By the end of the 18th Century, the potato was known and grown everywhere. In Spain the patata, Finland the peruna, Germany the Kartoffel, France the pomme de terre, Ireland the Murphy, Italy the tartuffolo and Netherlands the aardappel (apple of the earth). The potato didn’t become a large-scale consumption product through-out Europe until the beginning of the 19th century.

But how did potatoes come to Europe?

There is an abundance of stories relating how potatoes made their way across the Atlantic. However the most popular of these claims the involvement of such famous adventurers as the Spanish and Elizabethans Sir Walter Raleigh and Sir Francis Drake, who introduced the potato into Europe on their return from their sea voyages. Legend has it that the Spanish were the first, when potatoes arrived with a cargo of treasures snatched from the New World in 1570. Monks from Seville grew them successfully to nourish the sick at their hospital. It is likely that the potato travelled with the Spanish armies into Europe and eventually spread into France, Netherlands, Germany, Italy and Russia. Indeed, legend has it that on returning from a long sea adventure, Raleigh brought a potato plant as a present for Queen Elizabeth I.

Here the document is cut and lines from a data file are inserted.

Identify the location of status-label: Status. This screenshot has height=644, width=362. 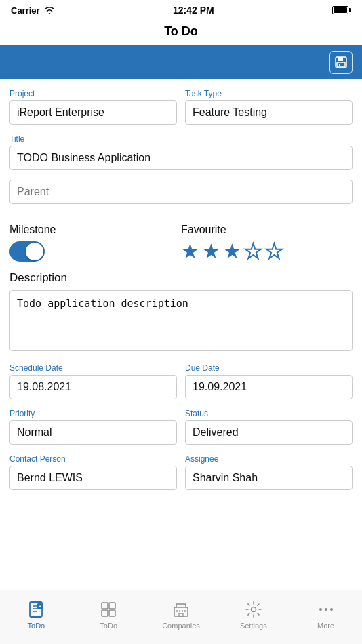
(268, 414).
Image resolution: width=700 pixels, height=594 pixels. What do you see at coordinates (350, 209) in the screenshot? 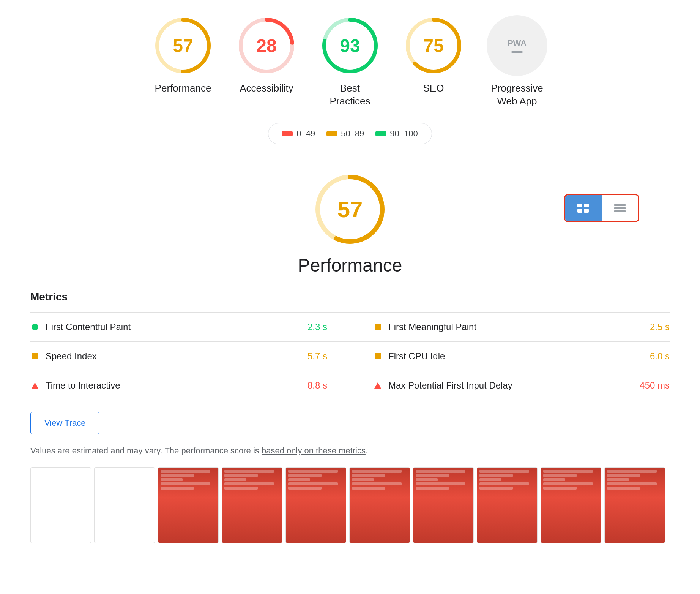
I see `large-score-value: 57` at bounding box center [350, 209].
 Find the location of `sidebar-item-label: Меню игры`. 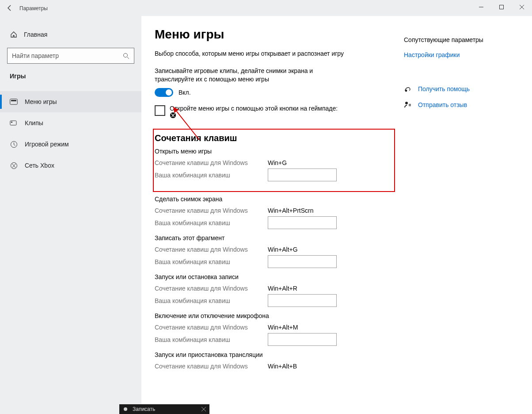

sidebar-item-label: Меню игры is located at coordinates (41, 102).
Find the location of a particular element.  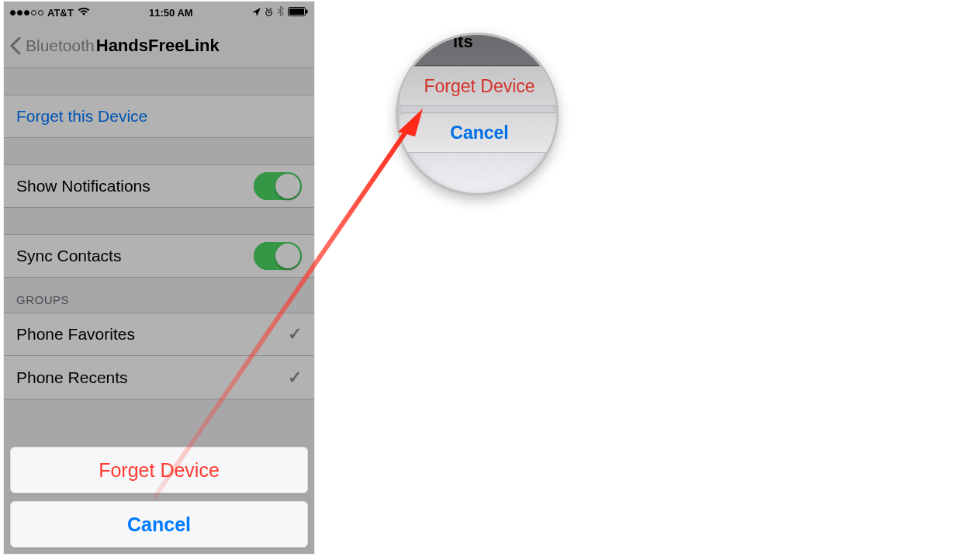

sync-contacts-label: Sync Contacts is located at coordinates (68, 256).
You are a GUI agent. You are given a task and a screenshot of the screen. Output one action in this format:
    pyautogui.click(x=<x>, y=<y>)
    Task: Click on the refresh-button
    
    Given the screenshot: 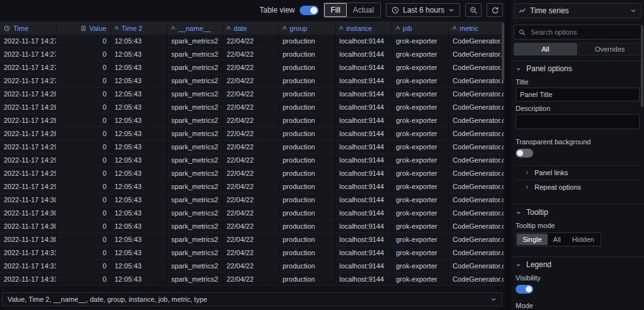 What is the action you would take?
    pyautogui.click(x=495, y=10)
    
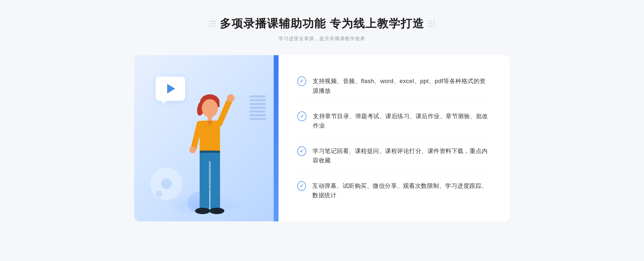  What do you see at coordinates (400, 191) in the screenshot?
I see `feature-text-4: 互动弹幕、试听购买、微信分享、观看次数限制、学习进度跟踪、数据统计` at bounding box center [400, 191].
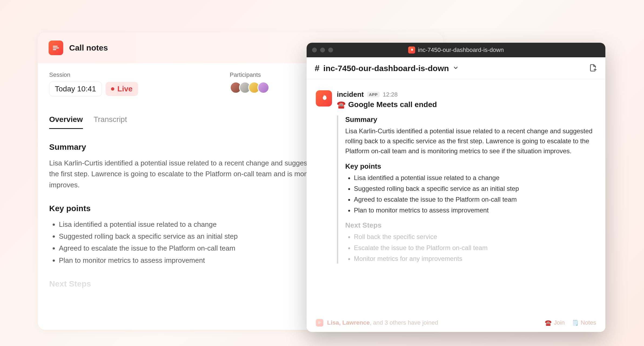 The height and width of the screenshot is (346, 644). I want to click on window-title: inc-7450-our-dashboard-is-down, so click(456, 50).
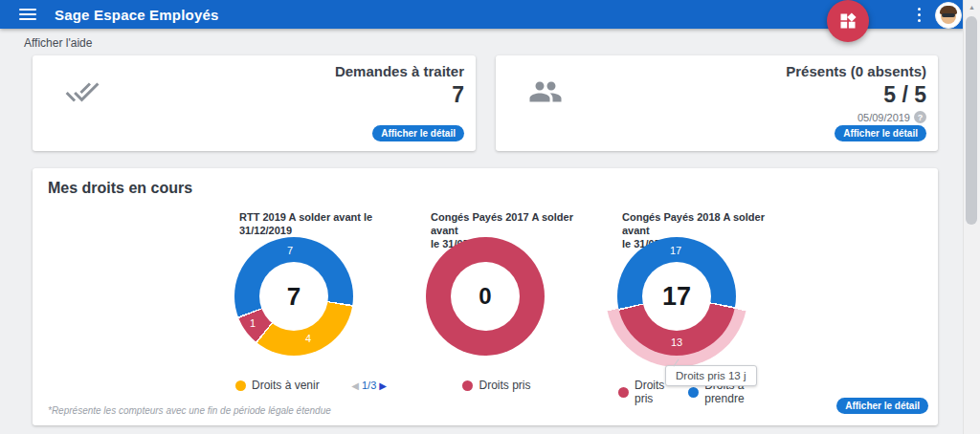 The image size is (980, 434). Describe the element at coordinates (82, 94) in the screenshot. I see `double-check-icon` at that location.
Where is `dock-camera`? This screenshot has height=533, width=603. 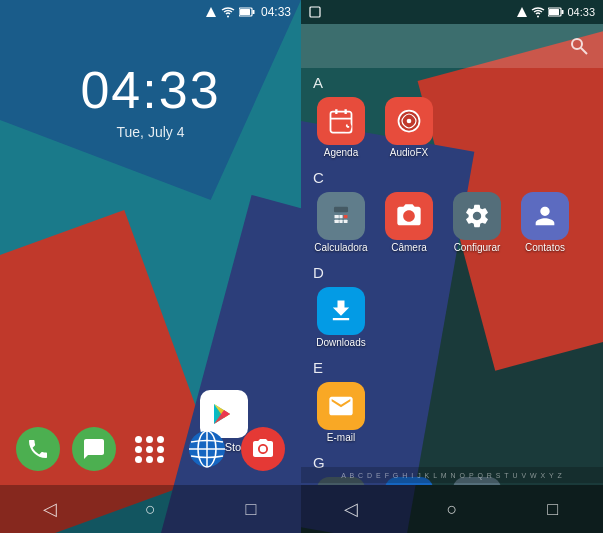 dock-camera is located at coordinates (263, 449).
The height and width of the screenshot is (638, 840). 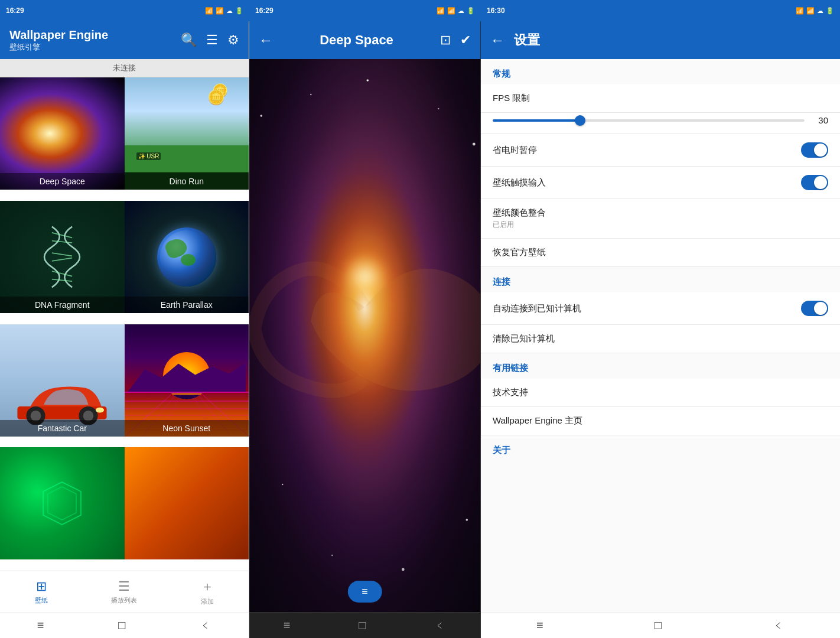 What do you see at coordinates (523, 339) in the screenshot?
I see `clear-computers-label: 清除已知计算机` at bounding box center [523, 339].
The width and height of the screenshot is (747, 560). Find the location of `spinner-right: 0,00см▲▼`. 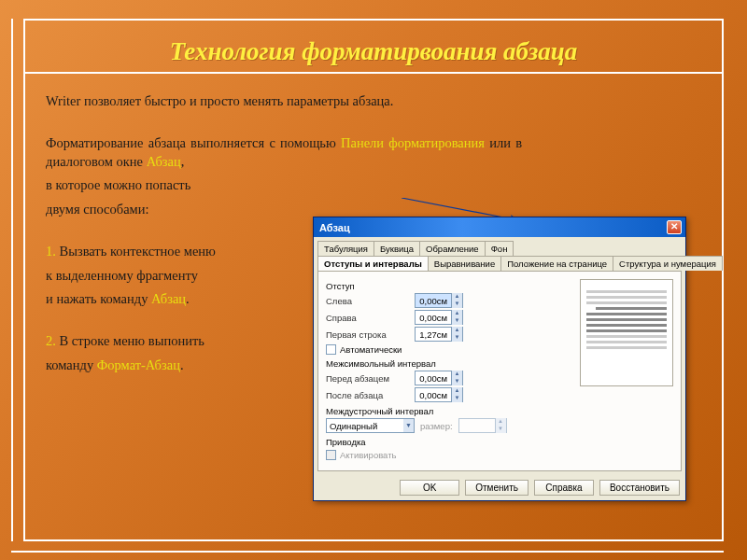

spinner-right: 0,00см▲▼ is located at coordinates (439, 317).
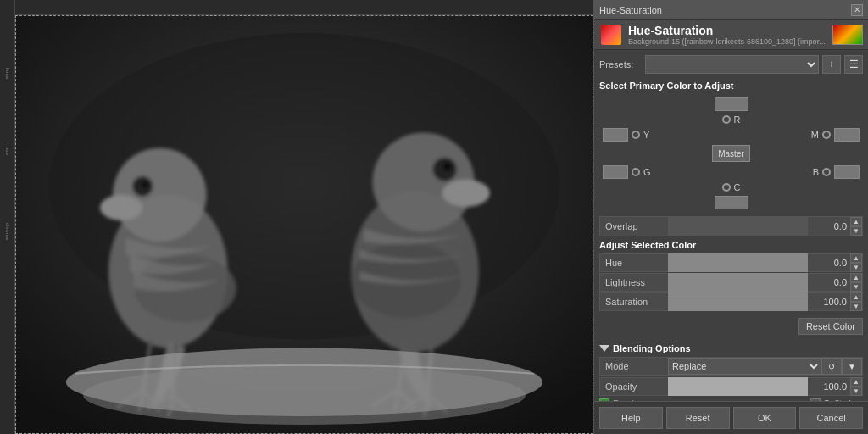 Image resolution: width=868 pixels, height=434 pixels. Describe the element at coordinates (856, 387) in the screenshot. I see `opacity-spinner: ▲ ▼` at that location.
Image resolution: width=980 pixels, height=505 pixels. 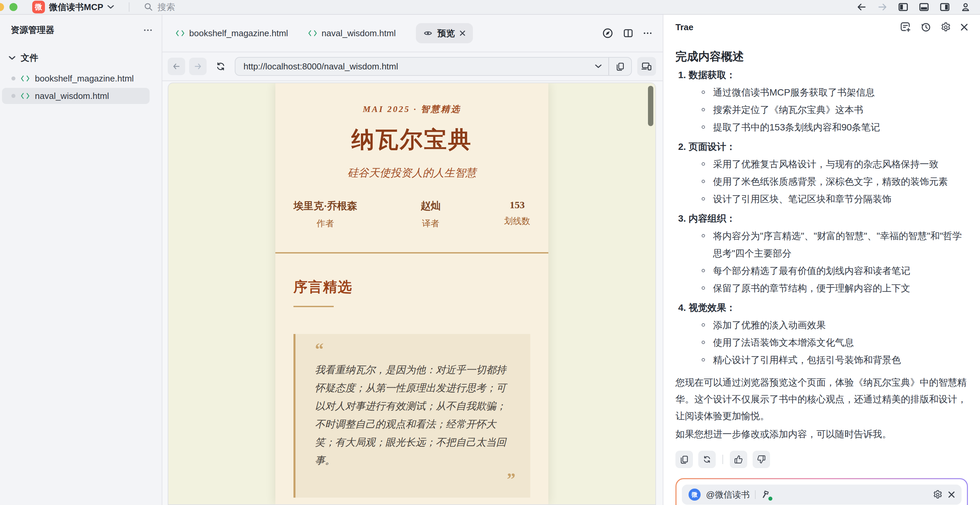 I want to click on more-actions-icon, so click(x=648, y=33).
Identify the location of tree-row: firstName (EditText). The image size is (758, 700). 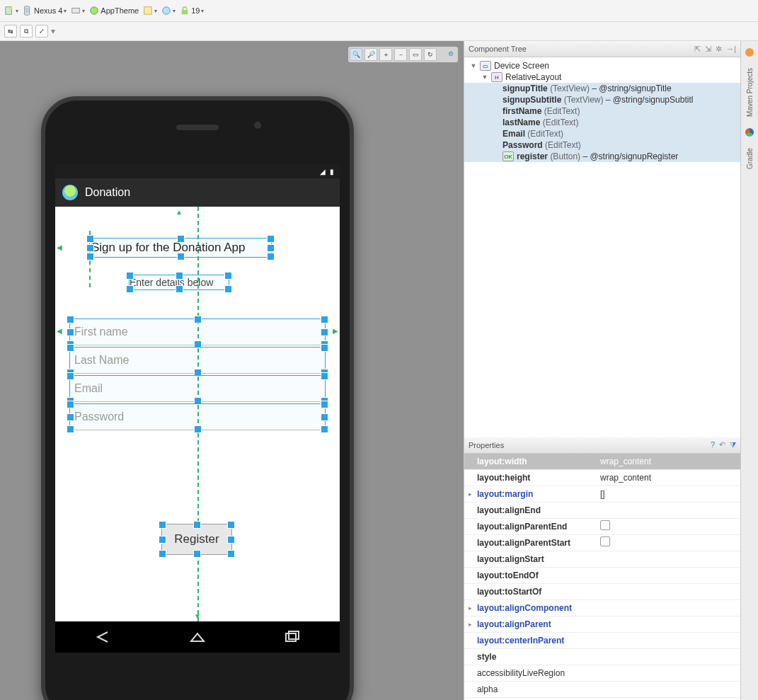
(602, 111).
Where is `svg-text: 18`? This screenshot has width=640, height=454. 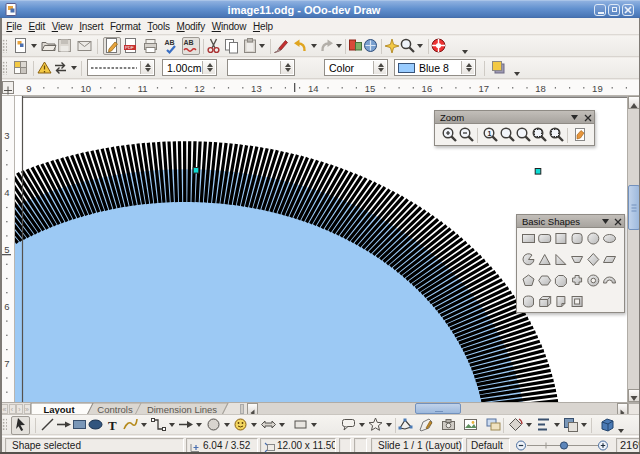 svg-text: 18 is located at coordinates (540, 88).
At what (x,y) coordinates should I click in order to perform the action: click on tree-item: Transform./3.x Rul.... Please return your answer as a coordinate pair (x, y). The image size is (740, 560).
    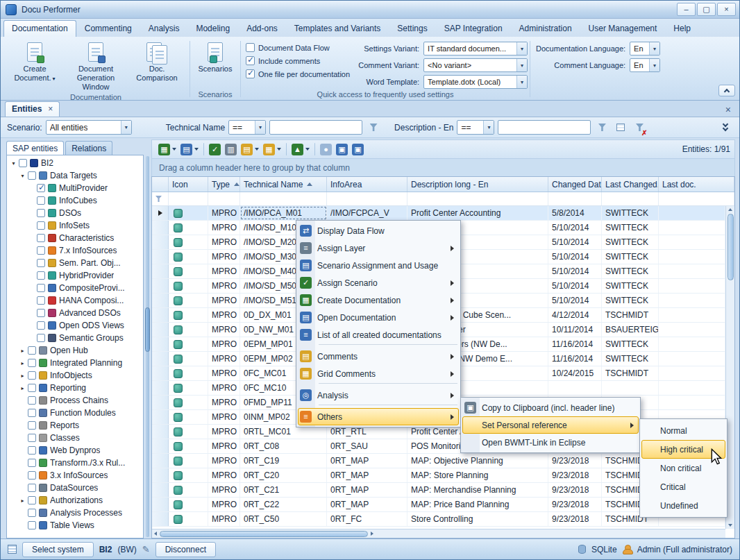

The plant was grown in the Royal gardens and was eventually harvested. However, the Queens chef, never having seen a potato before, simply made a salad with the leaves. Naturally the Queen was not impressed by this new dish. Raleigh was summoned and duly instructed the kitchen staff that only the potato tubers were to be eaten.
Invention of Potato Crisps Crisps were first made in 1853 by a American Indian Chef - Mr George Crum - at a fashionable hotel in Saratoga Springs, New York State USA. This new dish was prepared for a Mr. Cornelius Vanderbilt, the railway magnate - an extremely discriminating customer who complained that his chips were not sliced thinly enough and repeatedly sent them back to the kitchen. After accepting the returned dish several times, the chef was determined to teach the awkward customer a lesson. He delicately cut potatoes into wafer thin slices and then lightly tossed them in sizzling oil until crisp and golden. Crum’s joke backfired, however, and as a result the potato chips (or potato crisps, as British still call them) were a resounding success.

 

Chips ‘crisps’ come to England.

Potato ‘crisps’ are now one of Britain’s most popular snacks, especially with young people. They represent 60% of all the savoury snacks sold in the UK and around 8,500 million packs of crisps are sold in this country each year. However, crisps were not widely available in this country until the early part of this century. In 1913 a Mr Carter, who had come across crisps in France, decided to produce them in London.

 

In 1920, Frank Smith, who had heard about this new way of cooking potatoes, set up his own business in a North London garage where he and his wife peeled, sliced and fried the potato pieces and then put the freshly cooked snacks in open greaseproof bags. He then travelled around the neighbourhood in his pony and trap selling his new snack. Within a year demand had grown so much that Smith moved to larger premises with 12 employees and over time hand fried potato crisps were being made in over 40 of the leading seaside resorts. It soon became obvious that customers liked to add salt to the potato snack and eventually Smith added to each bag of crisps a packet of salt in a little twist of blue paper - salt ‘n shake.
Production of potato chips in Germany.
Heinz Flessner, was the first successful European manufacturer of potato chips outside Britain, when in 1951 he started the Stateside Potato Chip Company with his wife, Ella, who had made chips at home. His customers were primarily American soldiers stationed in Germany. Flessner packaged his chips in small glassine bags and hand-delivered them to US Army Post Exchanges. By 1961 he had expanded into the consumer market and had two factories running full time. It was then that he decided to invite his American colleagues to visit, and a meeting was held in Frankfurt. The Frankfurt convention was historic: it was at this meeting that Flessner, Harvey Noss (USA), David Sword (UK) and John Zweifel of Switzerland, won approval for a European regional affiliate. It also marked the first in a long series of bienniel meetings of what would eventually become the European Snack Association (ESA).